What the WikiLeaks Emails Say About Clinton
Conservatives will see corruption and liberals will see corporatism and expedience, but the exchanges simply expose the candidate who’s been there all along.
They capture a candidate, and a campaign, that seems in private exactly as cautious, calculating, and politically flexible as they appeared to be in public. The Clinton campaign underestimated and then fretted about rival candidate Bernie Sanders, worried about Joe Biden entering the primary race and Elizabeth Warren endorsing her opponent, plotted endlessly about managing Clinton’s image in the press, took advantage of its close ties to the Obama administration and the hierarchy of the Democratic Party, and took public positions to the left of comments Clinton herself made during private paid speeches to Wall Street firms.
.. These were hacked from the accounts of John Podesta, her campaign chairman, and very few of them are from Clinton herself.
.. Those who view Clinton as hopelessly liberal, craven, and corrupt will seize, as the Trump campaign has, on her stated “dream” of “a hemispheric common market with open trade and open borders.
.. The most common thread in the Podesta emails, however, is that they show a political candidate being political.
.. Take the example of the Keystone pipeline. It was painfully obvious that for months, Clinton avoided taking a position on the hotly-debated energy project, perhaps in the hopes that the Obama administration would decide to kill it first. The emails bolster this theory.
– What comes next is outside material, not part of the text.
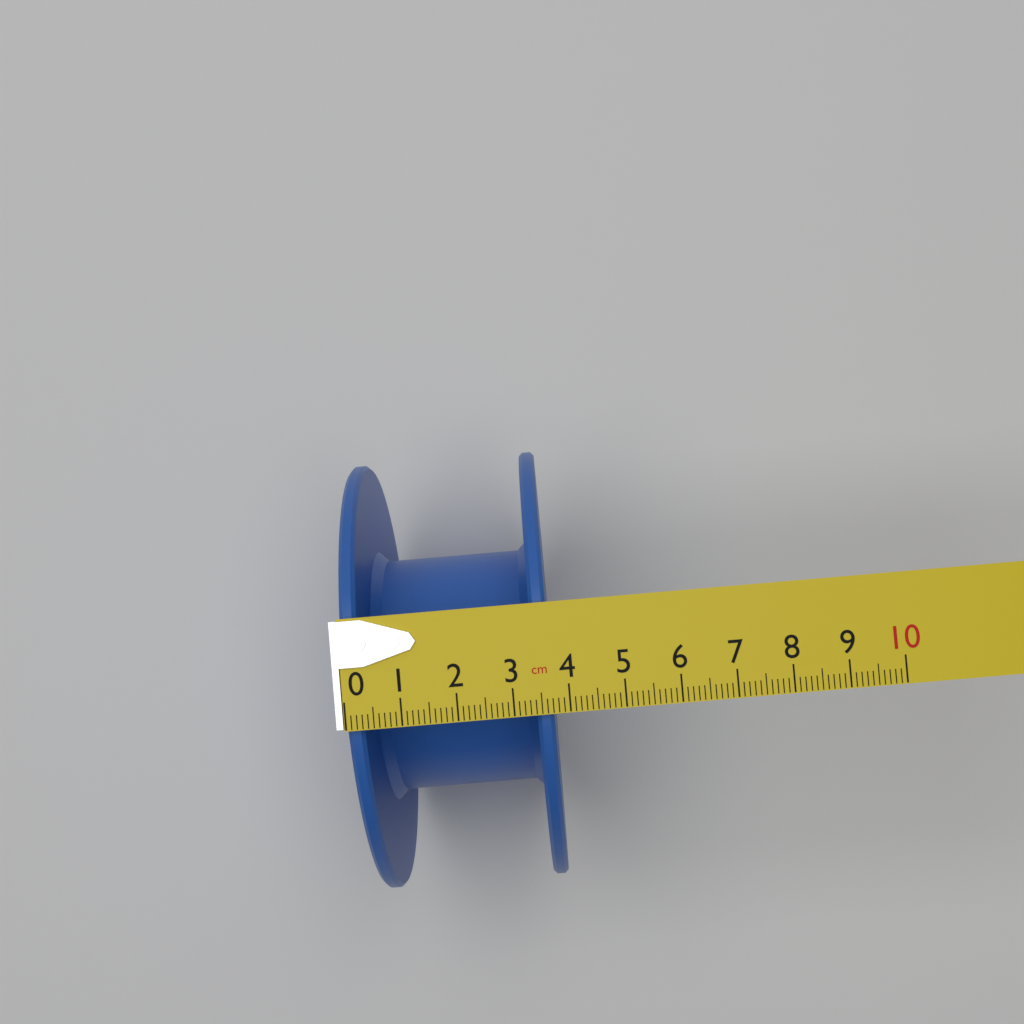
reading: 3.7 cm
Once she decided to publicly oppose it, her aides wavered on how to announce it and ultimately timed it so that it would take the focus off revelations about her email server.
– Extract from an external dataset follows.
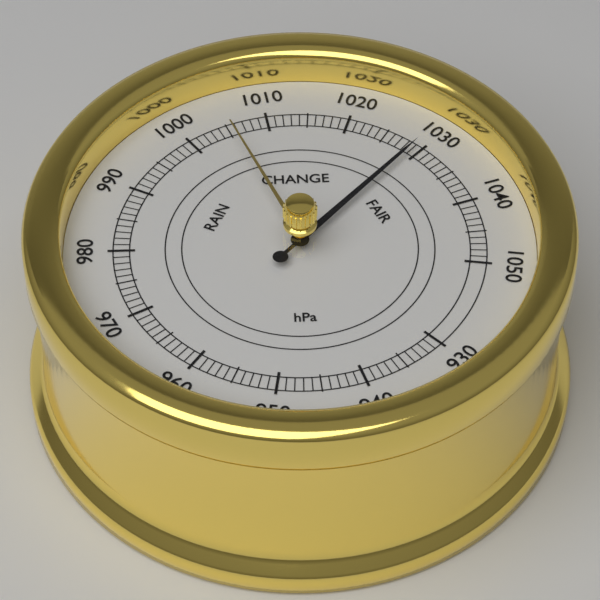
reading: 1029 hPa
.. Ultimately, Clinton did not back Glass Steagall and instead argued that her more targeted Wall Street plan was more workable than Sanders’—a position that, according to another email from Schwerin, represented her actual policy belief.
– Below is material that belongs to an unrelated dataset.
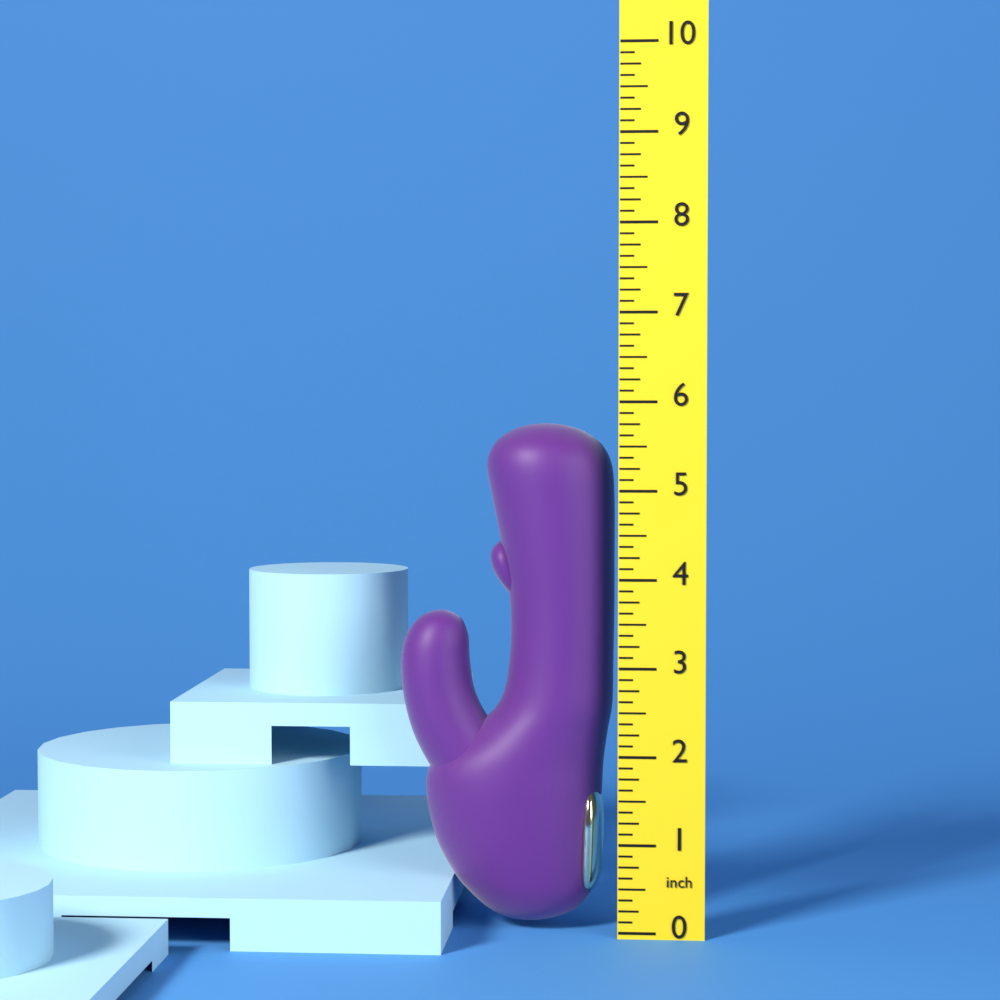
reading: 5.750 inch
.. For the significant number of people who are fed up with typical politicians, these emails won’t do Clinton any good. But at least in the batches released so far, they don’t really contradict the campaign she’s run.
.. Many of them might be discouraged to see, as Clinton herself acknowledged in a paid speech, “the sausage being made.”
.. Though anti-Clintonites on the right and left may find their suspicions about Clinton confirmed, there’s nothing in the emails that would provide them new lines of criticism—or provide new sources of worry to her allies.